IMPRINT is a quiet little indie supernatural drama from 2007 that I never heard of until I was looking for genre movies from a Native American perspective.
Shayla Stonefeather (Tonantzin Carmelo, Into the West, Teen Wolf) is an attorney in Denver prosecuting Lakota teen Robbie Whiteshirt (Joseph Medicine Blanket) for murder. The local Native American community has come out in force proclaiming his innocence and protesting the unfairness of a nearly all white jury, so she’s seen as a traitor to her people when she gets him convicted.
Meanwhile her dad (Charlie White Buffalo, Into the West) is dying, so she goes back home to say goodbye and support her mother (musician Carla-Rae). She gets a call from her douchey white boyfriend/colleague Jonathan (Cory Brusseau, ESCAPE THROUGH TIME) saying that Robbie tried to escape and was shot to death, and then she starts seeing and hearing weird things around the house. Is she being harassed by Robbie’s angry brother Frank (Russell Chewey), or others who are angry about the Whiteshirt case? Or is it some ghosty business? Or a 50/50 blend?
And there’s another mystery. Her brother Nathaniel (Gerald Tokala Clifford, SKINS, SWELTER) has been missing for some time, possibly dead, after an incident with her father discovering him using meth. And though her father is catatonic most of the time, she hears him yell out things in the night, and got him to draw some pictures which seem to have some sort of significance. So this may be related to one or more of the mysteries. (read the rest of this shit…)

“So here’s my advice: Grow up. You’re not a kid anymore. It’s time to forget these fantasies of killer dolls.”
“It doesn’t matter. Wherever I go, Chucky will find me.”
We all know Chucky, the vulgar, red-haired, Jack-Nicholson-sounding killer doll. He’s almost as famous as Freddy or Jason, characters that you don’t have to watch horror movies to be aware of. But when I first saw CHILD’S PLAY in 1988 I honestly didn’t know it was gonna be a killer doll movie. The poster/newspaper ad only showed Chucky’s evil eyes hovering in the sky over little Andy’s babysitter plummeting from the window of their Chicago apartment. A TV ad showed a quick glimpse of him attacking, but I remember thinking of what I was looking at as some kind of crazy witch lady. Maybe a killer dwarf?
ARRIVAL is a new one in that category of serious smart sci-fi where huge momentous things happen between the human race and alien life and/or outer space, yet it’s really about something very intimate and human (see also
WE ARE WHAT WE ARE (2013), like
THE MARTIAL ARTS KID is about a young man who gets in trouble too much so he gets sent far away to live with his aunt and uncle. He meets a nice girl he likes, but she has an asshole sports car driving bully boyfriend who threatens him just for talking to her. And the boyfriend is part of a bad crowd and they end up in competition over the girl and in sports. And he has an older mentor that trains him.
“So, will this little pink lunchness fulfill his destiny, nourishmentally speaking?”
Over the years, I have given the impression to some that I look down on the comic strip books. In the interest of my new mission of spreading positivity throughout the universe, I have decided to make amends by providing an essay for the back of one of these picture pamphlets.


* [What you will do] Keep every line of the data below that has the string "Respondents" and present those lines.

((

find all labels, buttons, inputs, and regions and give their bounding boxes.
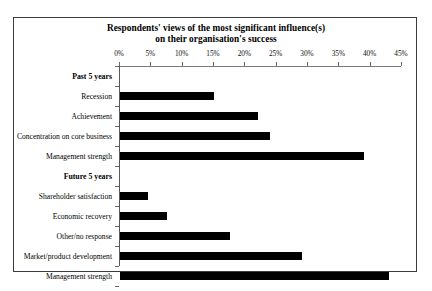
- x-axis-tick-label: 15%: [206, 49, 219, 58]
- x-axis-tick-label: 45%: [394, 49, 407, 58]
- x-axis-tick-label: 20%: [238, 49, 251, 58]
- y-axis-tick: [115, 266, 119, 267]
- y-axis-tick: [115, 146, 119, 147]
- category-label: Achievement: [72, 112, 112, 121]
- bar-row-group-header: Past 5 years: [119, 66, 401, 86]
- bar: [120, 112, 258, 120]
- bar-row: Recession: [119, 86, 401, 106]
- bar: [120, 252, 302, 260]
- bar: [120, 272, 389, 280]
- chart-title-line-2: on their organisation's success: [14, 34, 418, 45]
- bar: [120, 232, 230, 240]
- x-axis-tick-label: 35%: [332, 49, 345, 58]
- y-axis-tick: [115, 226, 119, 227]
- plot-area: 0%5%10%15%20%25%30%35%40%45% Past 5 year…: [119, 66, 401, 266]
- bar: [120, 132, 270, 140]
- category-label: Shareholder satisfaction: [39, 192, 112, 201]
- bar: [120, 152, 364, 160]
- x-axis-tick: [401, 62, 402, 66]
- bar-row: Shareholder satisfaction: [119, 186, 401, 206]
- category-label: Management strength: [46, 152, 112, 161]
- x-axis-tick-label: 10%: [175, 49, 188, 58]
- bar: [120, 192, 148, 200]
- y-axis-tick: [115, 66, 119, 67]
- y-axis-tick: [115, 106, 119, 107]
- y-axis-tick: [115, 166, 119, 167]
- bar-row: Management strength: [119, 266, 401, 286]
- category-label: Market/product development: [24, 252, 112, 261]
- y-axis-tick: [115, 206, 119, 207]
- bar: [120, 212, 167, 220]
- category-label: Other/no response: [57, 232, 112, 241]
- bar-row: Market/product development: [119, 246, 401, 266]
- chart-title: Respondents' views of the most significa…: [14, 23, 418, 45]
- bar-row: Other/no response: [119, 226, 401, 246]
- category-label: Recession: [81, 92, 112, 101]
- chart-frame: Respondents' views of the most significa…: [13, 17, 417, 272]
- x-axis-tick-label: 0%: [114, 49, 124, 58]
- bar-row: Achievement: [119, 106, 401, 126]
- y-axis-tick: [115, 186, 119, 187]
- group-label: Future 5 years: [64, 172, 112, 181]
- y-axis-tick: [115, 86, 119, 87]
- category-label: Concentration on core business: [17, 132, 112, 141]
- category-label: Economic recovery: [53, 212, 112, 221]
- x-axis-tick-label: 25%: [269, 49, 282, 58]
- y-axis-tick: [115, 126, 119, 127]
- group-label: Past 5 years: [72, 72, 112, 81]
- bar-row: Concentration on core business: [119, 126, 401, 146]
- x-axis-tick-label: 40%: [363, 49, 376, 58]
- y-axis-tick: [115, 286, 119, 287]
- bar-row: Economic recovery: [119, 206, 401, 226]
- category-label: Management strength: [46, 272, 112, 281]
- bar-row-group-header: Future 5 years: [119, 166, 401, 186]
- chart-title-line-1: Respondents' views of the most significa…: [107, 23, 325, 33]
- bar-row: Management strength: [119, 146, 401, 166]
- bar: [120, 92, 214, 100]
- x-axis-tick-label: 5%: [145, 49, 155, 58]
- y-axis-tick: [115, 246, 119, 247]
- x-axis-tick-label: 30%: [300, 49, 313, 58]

))
((

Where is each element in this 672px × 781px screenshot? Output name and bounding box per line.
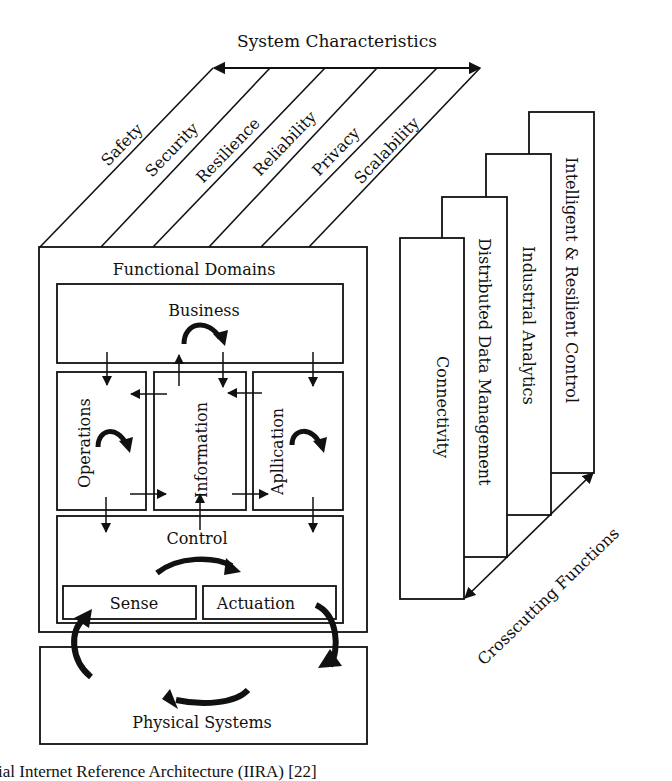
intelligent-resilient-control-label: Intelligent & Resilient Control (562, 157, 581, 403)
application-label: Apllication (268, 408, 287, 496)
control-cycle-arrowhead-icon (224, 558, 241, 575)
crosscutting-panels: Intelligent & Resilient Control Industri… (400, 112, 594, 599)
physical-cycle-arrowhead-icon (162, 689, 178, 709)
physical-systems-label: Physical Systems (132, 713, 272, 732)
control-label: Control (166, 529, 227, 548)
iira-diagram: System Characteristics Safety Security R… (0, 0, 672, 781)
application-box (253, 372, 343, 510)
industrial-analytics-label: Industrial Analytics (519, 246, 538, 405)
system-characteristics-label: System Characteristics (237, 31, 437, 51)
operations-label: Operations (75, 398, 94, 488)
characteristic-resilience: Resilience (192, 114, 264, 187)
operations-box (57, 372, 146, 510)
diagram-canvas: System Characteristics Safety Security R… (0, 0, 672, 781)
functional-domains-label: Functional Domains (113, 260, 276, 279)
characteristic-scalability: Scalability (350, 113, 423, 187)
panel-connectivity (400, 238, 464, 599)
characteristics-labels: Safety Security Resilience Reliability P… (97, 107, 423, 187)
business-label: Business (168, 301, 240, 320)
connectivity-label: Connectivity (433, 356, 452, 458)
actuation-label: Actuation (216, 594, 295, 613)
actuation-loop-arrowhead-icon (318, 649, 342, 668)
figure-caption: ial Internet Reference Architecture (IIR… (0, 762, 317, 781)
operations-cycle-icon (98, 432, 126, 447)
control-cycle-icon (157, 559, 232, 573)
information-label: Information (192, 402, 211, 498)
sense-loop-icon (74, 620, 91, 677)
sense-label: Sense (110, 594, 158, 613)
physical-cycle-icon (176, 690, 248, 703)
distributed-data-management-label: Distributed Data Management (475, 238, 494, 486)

))

* [Answer area]
- chart-title: Respondents' views of the most significa…: [14, 23, 418, 45]
- chart-frame: Respondents' views of the most significa…: [13, 17, 417, 272]
- chart-title-line-1: Respondents' views of the most significa…: [107, 23, 325, 33]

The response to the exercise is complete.